Standing before my co-workers in the office, I see a mischief of rats feeding on their usual breakfasts as they plug away at their smart devices and mark every visited page with the plague. 

Before I turn to the day’s tasks, I decide to visit my manager with the pretense of apologizing for coming in late, but really out of curiosity over his new species. I stop by HR and encounter the director, a great white seagull picking through carcasses and trash.

The manager’s pretty secretary, a black widow, has eight eyes and is bursting with venom glands. 

The manager’s pretty secretary, a black widow, has eight eyes and is bursting with venom glands. She weaves her web instinctively as she plans her bloody marriage to the boss. 

Cautiously, I enter the office and find a sharp-suited anteater seated behind the desk. He looks down in search of something while he adulates his own supervisor with clichés through a phone attached to the end of his tubular mouth. 

I leave work early, as usual, to take care of some permit applications that have been consuming my time and energy for several weeks. Upon entering, I find the place teeming with creatures. A man in the form of an ass meets me, braying some nonsensical phrase that he repeats to every client.
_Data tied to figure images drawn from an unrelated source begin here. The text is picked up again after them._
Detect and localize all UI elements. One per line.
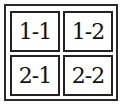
grid-cell-1-1[interactable]: 1-1 — [10, 11, 60, 52]
cell-label: 2-1 — [19, 65, 51, 87]
cell-label: 1-1 — [19, 21, 51, 43]
grid-cell-2-1[interactable]: 2-1 — [10, 55, 60, 96]
cell-label: 1-2 — [72, 21, 104, 43]
cell-label: 2-2 — [72, 65, 104, 87]
grid-cell-1-2[interactable]: 1-2 — [63, 11, 113, 52]
grid-cell-2-2[interactable]: 2-2 — [63, 55, 113, 96]
grid-container: 1-1 1-2 2-1 2-2 — [4, 4, 118, 101]
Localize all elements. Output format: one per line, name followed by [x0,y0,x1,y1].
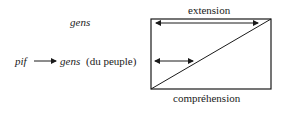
diagram-graphics [0,0,289,113]
diagonal-line [151,19,271,89]
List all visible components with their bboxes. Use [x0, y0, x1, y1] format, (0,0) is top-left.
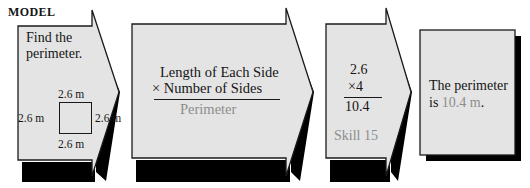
computation-product: 10.4	[345, 99, 370, 115]
panel-1-prompt-line-1: Find the	[26, 30, 72, 46]
formula-numerator-line-2: × Number of Sides	[152, 80, 262, 96]
answer-line-2: is 10.4 m.	[429, 95, 484, 111]
panel-3-shape	[326, 8, 414, 182]
computation-operand-1: 2.6	[350, 62, 368, 78]
panel-1-prompt-line-2: perimeter.	[26, 46, 82, 62]
answer-suffix: .	[481, 95, 485, 110]
model-worked-example-figure: MODEL Find the perimeter. 2.6 m	[0, 0, 530, 188]
computation-operand-2: ×4	[348, 79, 363, 95]
skill-reference: Skill 15	[334, 128, 378, 144]
answer-value: 10.4 m	[442, 95, 481, 110]
answer-line-1: The perimeter	[429, 78, 508, 94]
square-label-top: 2.6 m	[58, 88, 84, 100]
square-label-left: 2.6 m	[18, 112, 44, 124]
answer-prefix: is	[429, 95, 442, 110]
formula-denominator: Perimeter	[180, 101, 236, 117]
panel-3-shadow	[330, 160, 414, 182]
square-label-right: 2.6 m	[95, 112, 121, 124]
square-figure	[59, 102, 92, 134]
formula-numerator-line-1: Length of Each Side	[160, 64, 279, 80]
square-label-bottom: 2.6 m	[58, 138, 84, 150]
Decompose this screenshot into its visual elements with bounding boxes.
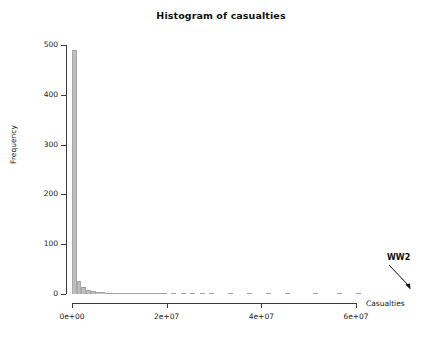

His assistant, a giant chicken, clucks away behind a table full of breakfast buffet leftovers. I reverse course, passing by the elementary school where the only human truth within this new jungle of mine remains.
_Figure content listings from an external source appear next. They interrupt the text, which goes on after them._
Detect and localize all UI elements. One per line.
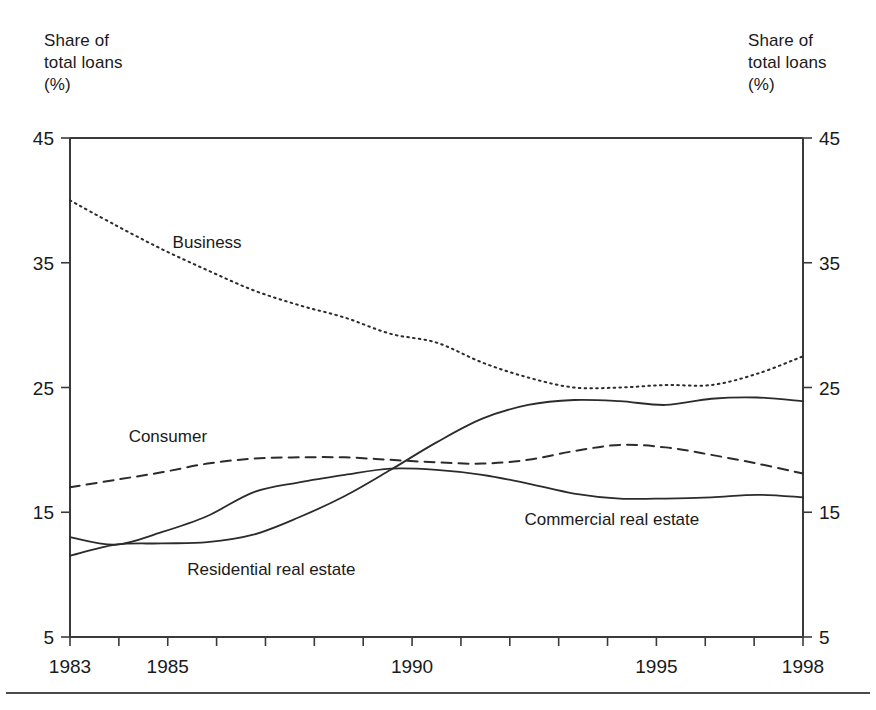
x-tick-label: 1998 bbox=[782, 656, 824, 677]
y2-tick-label: 45 bbox=[819, 128, 840, 149]
footer-divider bbox=[6, 692, 870, 694]
series-line-consumer bbox=[70, 445, 803, 488]
series-label-commercial-real-estate: Commercial real estate bbox=[524, 510, 699, 529]
y2-tick-label: 35 bbox=[819, 253, 840, 274]
series-line-residential-real-estate bbox=[70, 397, 803, 556]
y-tick-label: 15 bbox=[33, 502, 54, 523]
right-axis-caption: Share of total loans (%) bbox=[748, 30, 827, 96]
left-axis-caption: Share of total loans (%) bbox=[44, 30, 123, 96]
y-tick-label: 35 bbox=[33, 253, 54, 274]
series-group bbox=[70, 200, 803, 556]
y-tick-label: 25 bbox=[33, 378, 54, 399]
y-tick-label: 5 bbox=[43, 627, 54, 648]
series-label-residential-real-estate: Residential real estate bbox=[187, 560, 355, 579]
series-line-commercial-real-estate bbox=[70, 468, 803, 544]
x-tick-label: 1985 bbox=[147, 656, 189, 677]
x-tick-label: 1983 bbox=[49, 656, 91, 677]
series-label-business: Business bbox=[173, 233, 242, 252]
x-tick-label: 1995 bbox=[635, 656, 677, 677]
axes-group: 51525354551525354519831985199019951998 bbox=[33, 128, 840, 677]
y-tick-label: 45 bbox=[33, 128, 54, 149]
series-label-consumer: Consumer bbox=[129, 427, 208, 446]
y2-tick-label: 5 bbox=[819, 627, 830, 648]
y2-tick-label: 25 bbox=[819, 378, 840, 399]
line-chart-plot: 51525354551525354519831985199019951998 B… bbox=[0, 0, 876, 710]
series-line-business bbox=[70, 200, 803, 388]
x-tick-label: 1990 bbox=[391, 656, 433, 677]
figure-container: Share of total loans (%) Share of total … bbox=[0, 0, 876, 710]
series-labels-group: BusinessConsumerResidential real estateC… bbox=[129, 233, 700, 579]
y2-tick-label: 15 bbox=[819, 502, 840, 523]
A week goes by since the transformation of my human environment. I delay a visit to the doctor, fearing more distressing revelations. Or maybe I’ve just gotten used to life on this large sanctuary where children journey as part of an endless safari. 

In the midst of this psychological drama, I turn on the television in search of something to distract me from my phantasmagoric world. I flip though channels and stumble upon a live circus performance. I recoil, and I decide to search for some sci-fi show that contains real humans.
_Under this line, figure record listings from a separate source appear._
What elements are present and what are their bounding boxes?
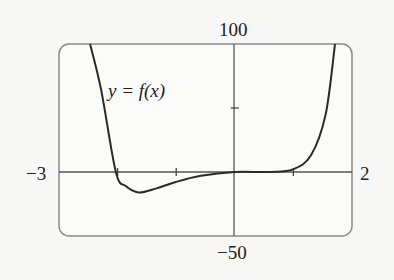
- plot-frame: [59, 44, 352, 236]
- function-plot: [0, 0, 394, 280]
- y-max-label: 100: [219, 20, 248, 39]
- x-min-label: −3: [26, 164, 46, 183]
- function-annotation: y = f(x): [108, 81, 165, 100]
- x-max-label: 2: [360, 164, 370, 183]
- y-min-label: −50: [217, 243, 247, 262]
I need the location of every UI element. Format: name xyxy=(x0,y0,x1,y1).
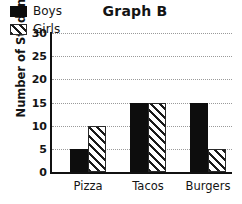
bar-pizza-girls xyxy=(88,126,106,172)
bar-tacos-girls xyxy=(148,103,166,173)
y-axis-tick-label: 15 xyxy=(32,96,47,109)
bar-pizza-boys xyxy=(70,149,88,172)
gridline xyxy=(52,33,232,34)
legend-label: Girls xyxy=(33,23,60,35)
y-axis-tick-label: 25 xyxy=(32,50,47,63)
y-axis-tick-label: 20 xyxy=(32,73,47,86)
legend-swatch-girls-icon xyxy=(10,24,27,35)
y-axis-tick-label: 0 xyxy=(39,166,47,179)
gridline xyxy=(52,56,232,57)
legend-swatch-boys-icon xyxy=(10,6,27,17)
x-axis-line xyxy=(50,172,232,174)
bar-burgers-girls xyxy=(208,149,226,172)
x-axis-tick-label: Burgers xyxy=(186,179,231,193)
y-axis-tick-label: 10 xyxy=(32,119,47,132)
plot-area: 051015202530PizzaTacosBurgers xyxy=(52,33,232,172)
legend-item-girls: Girls xyxy=(10,22,62,36)
legend-item-boys: Boys xyxy=(10,4,62,18)
bar-tacos-boys xyxy=(130,103,148,173)
x-axis-tick-label: Tacos xyxy=(132,179,164,193)
bar-burgers-boys xyxy=(190,103,208,173)
y-axis-tick-label: 5 xyxy=(39,142,47,155)
chart-legend: BoysGirls xyxy=(10,4,62,36)
gridline xyxy=(52,79,232,80)
x-axis-tick-label: Pizza xyxy=(74,179,103,193)
bar-chart: Graph B Number of Students 051015202530P… xyxy=(0,0,242,204)
legend-label: Boys xyxy=(33,5,62,17)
As I get ready to change the channel, I realize that the circus is actually a general assembly. 

Tigers, lions, and lionesses sit around a circular dining table deliberating and rambling through prepared remarks. I stare at the screen awaiting the fateful resolution. The meeting adjourns against a backdrop of denunciations, condemnations, and recriminations.

Though I’m silently distraught, I stay on the channel after noticing that the station is still streaming the session live. I watch the man-eating species as they rise to leave the table, unaware that the session is still on the air for the whole world to see. 

I skim through my Twitter feed and batter it with likes and canned expressions of solidarity. 

The predators slowly stir and rise, greeting each other like actors at the end of their performance. As the beasts dispel, they remove their papier-mâché costumes, and the world discovers that they’re in fact aging giant tortoises skilled with the knowledge of when to emerge from their shells and when to retreat into them in order to live forever. After a sleepless night, I get up feeling dejected. I pick up my phone and flip through images of injured and dead children. I sigh, say a prayer for them, and move to a news site. I laugh at some politician’s remarks and at the sarcastic comments in response to the story. I skim through my Twitter feed and batter it with likes and canned expressions of solidarity. 

My doe enters to remind me of our plans for the day. I promise her a surprise and swear her to secrecy so as not to ruin it for the kids.

I leave the bed still heavy with dejection and move toward the mirror, my heart fluttering with prayer. I look up, apprehensively, and find myself, still unchanged, in the form of a rabbit.

Translation from the Arabic 

Editorial note: From Ma la taʿrifahu ʿan al-amīrāt, ©2017 by Sadaa al-Daas.


Sadaa al-Daas is an award-winning Kuwaiti playwright, author, and literary critic. Her works include Li’annī aswad (2010; Because I am black) and the short-story collection Mā lā taʿrifahu ʿan al-amīrāt (2017; What you don’t know about princesses). She heads the Department of Criticism at the Higher Institute of Dramatic Arts in Kuwait.


Omar Qaqish is a teaching fellow in English at Le Moyne College in Syracuse and a doctoral candidate at McGill University. He teaches and researches literature by Arab authors writing in English, Arabic, French (and sometimes Italian).